Non-Cancerous Blood Disorders

Sickle cell disease is one of the clearest success stories for transplant outside of cancer. A study of over 1,000 sickle cell patients found a one-year survival rate of 94% and a ten-year survival of 88%. When the donor is an HLA-matched sibling, the five-year survival reaches 95%. Even with less perfectly matched donors, outcomes are strong: 87% five-year survival with a half-matched (haploidentical) family donor and 82% with a mismatched unrelated donor.

Severe aplastic anemia, where the bone marrow stops producing enough blood cells, is another well-established indication, particularly in younger patients with a matched sibling donor. Certain inherited immune deficiencies and metabolic disorders in children are also treated with transplant when no other curative option exists.

Your Own Cells vs. a Donor’s

Whether you receive your own stem cells or someone else’s depends on several factors: the type of disease, your age, whether a suitable donor exists, and whether your own bone marrow is free of disease.

Autologous transplants (your own cells) are the standard for multiple myeloma, relapsed lymphoma, and autoimmune diseases. The main advantage is no risk of the donor cells attacking your body. The main limitation is that your own cells can’t mount an immune attack against residual cancer.

Allogeneic transplants (donor cells) are preferred for leukemias, aplastic anemia, and sickle cell disease. The donor’s immune cells provide that crucial graft-versus-disease effect, but they also carry a risk of attacking your healthy tissues. The choice of donor follows a clear hierarchy. An HLA-matched sibling, requiring a 6 out of 6 match at key genetic markers, is the gold standard. When no matched sibling exists, doctors search for a matched unrelated donor through international registries, looking for an 8 out of 8 match. A half-matched family member (haploidentical donor), requiring at least a 4 out of 8 match, has become increasingly common and now accounts for about 13% of transplants for some conditions.

Who Is Eligible

There are no absolute medical contraindications that automatically disqualify someone from a stem cell transplant. Eligibility is determined case by case based on how well your major organs are functioning, particularly your heart, lungs, liver, and kidneys. Before being approved, you’ll go through a battery of tests to assess these systems.

Age is no longer a hard cutoff. While transplant was historically limited to younger patients, reduced-intensity conditioning regimens have opened the door for older adults and those with other health problems. These gentler preparatory treatments use lower doses of chemotherapy or radiation, causing less damage to the body while still allowing the transplanted cells to engraft. Major centers like Mayo Clinic now consider selected patients over 65, depending on overall fitness. Full-intensity conditioning is still used for younger, healthier patients when maximum disease eradication is the goal, particularly in aggressive leukemias.

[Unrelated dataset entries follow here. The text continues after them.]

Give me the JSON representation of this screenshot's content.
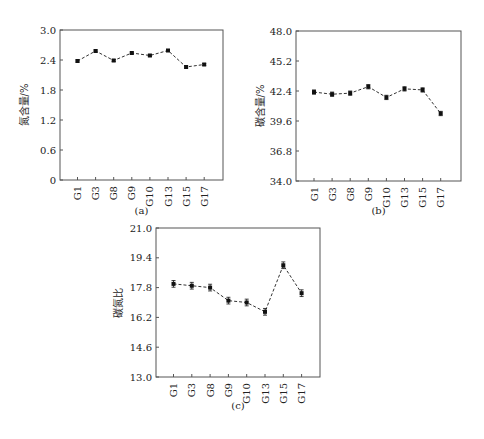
{
  "chart_data": [
    {
      "id": "a",
      "type": "line",
      "caption": "(a)",
      "title": "",
      "xlabel": "",
      "ylabel": "氮含量/%",
      "categories": [
        "G1",
        "G3",
        "G8",
        "G9",
        "G10",
        "G13",
        "G15",
        "G17"
      ],
      "values": [
        2.38,
        2.58,
        2.39,
        2.54,
        2.49,
        2.59,
        2.26,
        2.31
      ],
      "error": [
        0.02,
        0.02,
        0.02,
        0.02,
        0.02,
        0.02,
        0.02,
        0.02
      ],
      "ylim": [
        0,
        3.0
      ],
      "yticks": [
        "0",
        "0.6",
        "1.2",
        "1.8",
        "2.4",
        "3.0"
      ],
      "grid": false,
      "line_style": "dashed",
      "marker": "square"
    },
    {
      "id": "b",
      "type": "line",
      "caption": "(b)",
      "title": "",
      "xlabel": "",
      "ylabel": "碳含量/%",
      "categories": [
        "G1",
        "G3",
        "G8",
        "G9",
        "G10",
        "G13",
        "G15",
        "G17"
      ],
      "values": [
        42.3,
        42.1,
        42.2,
        42.8,
        41.8,
        42.6,
        42.5,
        40.3
      ],
      "error": [
        0.2,
        0.2,
        0.2,
        0.2,
        0.2,
        0.2,
        0.2,
        0.2
      ],
      "ylim": [
        34.0,
        48.0
      ],
      "yticks": [
        "34.0",
        "36.8",
        "39.6",
        "42.4",
        "45.2",
        "48.0"
      ],
      "grid": false,
      "line_style": "dashed",
      "marker": "square"
    },
    {
      "id": "c",
      "type": "line",
      "caption": "(c)",
      "title": "",
      "xlabel": "",
      "ylabel": "碳氮比",
      "categories": [
        "G1",
        "G3",
        "G8",
        "G9",
        "G10",
        "G13",
        "G15",
        "G17"
      ],
      "values": [
        18.0,
        17.9,
        17.8,
        17.1,
        17.0,
        16.5,
        19.0,
        17.5
      ],
      "error": [
        0.18,
        0.18,
        0.18,
        0.18,
        0.18,
        0.18,
        0.18,
        0.18
      ],
      "ylim": [
        13.0,
        21.0
      ],
      "yticks": [
        "13.0",
        "14.6",
        "16.2",
        "17.8",
        "19.4",
        "21.0"
      ],
      "grid": false,
      "line_style": "dashed",
      "marker": "square"
    }
  ],
  "layout": [
    {
      "x0": 60,
      "x1": 223,
      "y0": 30,
      "y1": 180,
      "first_tick": 77.5,
      "tick_step": 18.1,
      "caption_y": 214,
      "ylabel_x": 28
    },
    {
      "x0": 296,
      "x1": 461,
      "y0": 31,
      "y1": 181,
      "first_tick": 314,
      "tick_step": 18.1,
      "caption_y": 214,
      "ylabel_x": 264
    },
    {
      "x0": 156,
      "x1": 320,
      "y0": 228,
      "y1": 377,
      "first_tick": 173.5,
      "tick_step": 18.3,
      "caption_y": 409,
      "ylabel_x": 122
    }
  ],
  "colors": {
    "line": "#333333",
    "axis": "#555555",
    "marker": "#111111"
  }
}
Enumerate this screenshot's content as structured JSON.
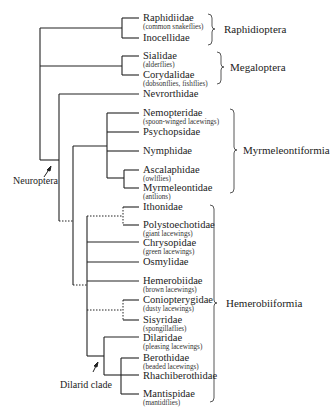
{
  "diagram": {
    "type": "phylogenetic-tree",
    "taxa": [
      {
        "name": "Raphidiidae",
        "common": "(common snakeflies)"
      },
      {
        "name": "Inocellidae",
        "common": ""
      },
      {
        "name": "Sialidae",
        "common": "(alderflies)"
      },
      {
        "name": "Corydalidae",
        "common": "(dobsonflies, fishflies)"
      },
      {
        "name": "Nevrorthidae",
        "common": ""
      },
      {
        "name": "Nemopteridae",
        "common": "(spoon-winged lacewings)"
      },
      {
        "name": "Psychopsidae",
        "common": ""
      },
      {
        "name": "Nymphidae",
        "common": ""
      },
      {
        "name": "Ascalaphidae",
        "common": "(owlflies)"
      },
      {
        "name": "Myrmeleontidae",
        "common": "(antlions)"
      },
      {
        "name": "Ithonidae",
        "common": ""
      },
      {
        "name": "Polystoechotidae",
        "common": "(giant lacewings)"
      },
      {
        "name": "Chrysopidae",
        "common": "(green lacewings)"
      },
      {
        "name": "Osmylidae",
        "common": ""
      },
      {
        "name": "Hemerobiidae",
        "common": "(brown lacewings)"
      },
      {
        "name": "Coniopterygidae",
        "common": "(dusty lacewings)"
      },
      {
        "name": "Sisyridae",
        "common": "(spongillaflies)"
      },
      {
        "name": "Dilaridae",
        "common": "(pleasing lacewings)"
      },
      {
        "name": "Berothidae",
        "common": "(beaded lacewings)"
      },
      {
        "name": "Rhachiberothidae",
        "common": ""
      },
      {
        "name": "Mantispidae",
        "common": "(mantidflies)"
      }
    ],
    "groups": [
      {
        "name": "Raphidioptera"
      },
      {
        "name": "Megaloptera"
      },
      {
        "name": "Myrmeleontiformia"
      },
      {
        "name": "Hemerobiiformia"
      }
    ],
    "annotations": {
      "neuroptera": "Neuroptera",
      "dilarid": "Dilarid clade"
    }
  }
}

The shift to reduced-intensity regimens has been especially important because most blood cancers are diagnosed in people between ages 65 and 70, precisely the group that couldn’t tolerate conventional transplant protocols. Studies show significantly lower treatment-related mortality with reduced-intensity conditioning compared to full-intensity regimens in older patients.

What Drives the Recommendation

Your doctor’s recommendation ultimately comes down to a risk-benefit calculation. Transplant carries real dangers, including infection, organ damage, and graft-versus-host disease. It’s recommended when the disease you’re facing carries a worse prognosis than those transplant risks. For a young person with high-risk AML in first remission, transplant offers the best shot at cure despite its risks. For someone with low-risk, early-stage disease responding well to standard chemotherapy, the risks of transplant outweigh the potential benefit.

The specific factors that tip the scale include your disease’s genetic risk profile, how well it responded to initial treatment, whether it has relapsed, your overall organ function, and whether a suitable donor is available. For cancers, the disease’s sensitivity to chemotherapy is a key predictor: cancers that respond to initial treatment tend to respond better to the transplant process as well.